"The boyfriend thing?" I venture, remembering what Jed mentioned.
Her face darkens. "How much did Jed tell you?"
"Just that you caught your boyfriend with someone else. Your boss?"
"Yeah." She accepts the fresh beer with a nod of thanks. "I went home for lunch and found them in my bed. Our bed. Whatever." She takes a long drink. "I’m not going back to that job now."
"No, I wouldn't think so." I try to imagine what kind of asshole cheats on someone like her. "What kind of work did you do?"
"Literary assistant at a publishing house. Glorified coffee fetcher, really." She makes a dismissive gesture. "I have a master's degree in literature, and I spent most of my time proofreading celebrity cookbooks."
"That's a waste—you can definitely do better than that."
"Yeah, well." She stares into her beer. "Daniel—my ex—he always said I should be grateful for the opportunity."

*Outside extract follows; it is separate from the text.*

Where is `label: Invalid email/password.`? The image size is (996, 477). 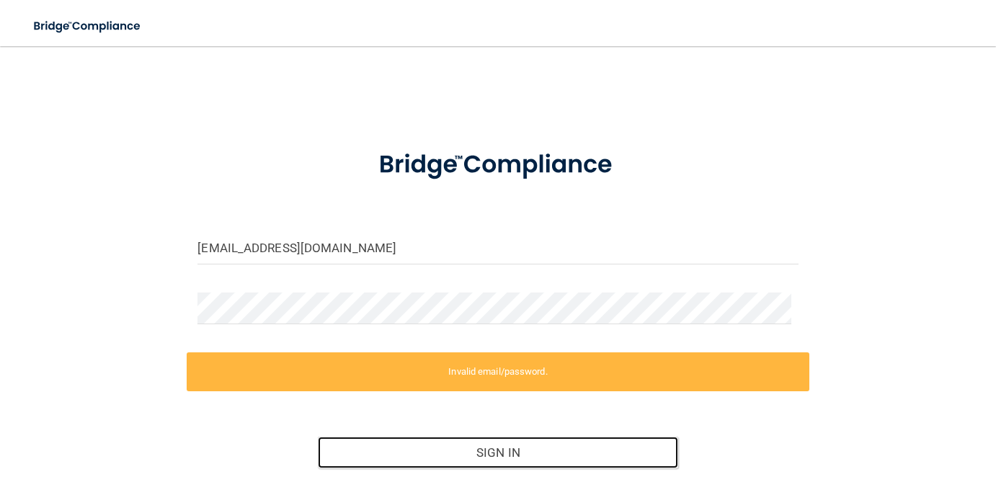
label: Invalid email/password. is located at coordinates (497, 372).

The bitterness in her voice stirs something protective in me. I want to find this Daniel guy and introduce his face to my fist. Which is ridiculous—I've known this woman for all of twenty minutes. But there's something about her vulnerability combined with that grit I glimpsed earlier that makes me want to know her better.
"His loss," I say simply.
She looks up, studying my face like she's trying to decide if I mean it. Then she gives me a wide smile. "Thanks, Griff."
I clear my throat, uncomfortable with the fact that I like the way she says my name. "So, about the job. We're pretty flexiblehere. Breakfast shift starts at seven, or you could work dinner service if you're not a morning person. Mostly taking orders, running food, bussing tables. Nothing complicated."
"I can do either," she says. "Tomorrow I'd like to check on my car sometime during the day, see how Jed's doing with it."
"We’ll have you work breakfast tomorrow then. Shift starts at seven." I glance at the clock. "Kitchen's still open if you want some food."
"Actually, I had a BLT not long ago at Rose’s and I'm exhausted. Think I'll just head up and crash." She slides off the stool, picking up her purse. "Thanks for the beers. And the room."
"No problem." I watch as she stands up and starts to walk away, my eyes lingering longer than they should. She pauses, turning back to me.
"Griff?"
"Yeah?"
"Thanks for listening."
I nod. "You got it. Get some sleep, Skye. Things usually look better in the morning."
She gives me a skeptical look but heads upstairs without another word. I watch until she disappears, then turn back to the bar, trying to ignore the uncomfortable feeling settling in my chest. It’s something between sympathy and attraction, neither of which I should be feeling for a woman who's clearly going through hell and just needs a place to stay while her car gets fixed.
But there it is anyway, that pull toward her. That desire to smooth away the crease between her eyebrows, to see her smile reach her eyes.
Dangerous territory, Hawkins. Very dangerous territory.
Chapter 4
Skye
The alarm on my phone slices through a dream, dragging me into consciousness. I blink at an unfamiliar ceiling—wooden beams and slanted angles instead of the smooth white ceiling I'm used to. For a few seconds, I can't remember where I am or why I'm here. Then reality crashes back like a rough wave, cold and harsh. Daniel. Alicia. My car. This tiny room above a bar in a town in the middle of nowhere.
I press my hands to my eyes, trying to push back the images that flood my mind: Daniel's face buried between Alicia's thighs, her red-soled trampy Louboutins digging into our duvet, their oblivious pleasure. My throat tightens. Less than twenty-four hours ago, I had a boyfriend, an apartment, a job.
I force myself to sit up.
The small room looks different in the morning light. There’s a double bed with clean but faded linens, a wooden dresser a little worse for wear and a small side table with a lamp. The walls are paneled in the same brown weathered wood as the ceiling, giving the space a cabin-like feel.
I slide out from under the covers and pad across the wooden floor to look out the window. When I pull back the thin curtain, I’m surprised by what I see. Griff wasn't lying about theview. Mountains rise in the distance, their peaks touched with early morning sunlight while shadows still cling to the valleys. It's beautiful in an untamed way—nothing like the carefully framed city views from the floor-to-ceiling windows of my old apartment.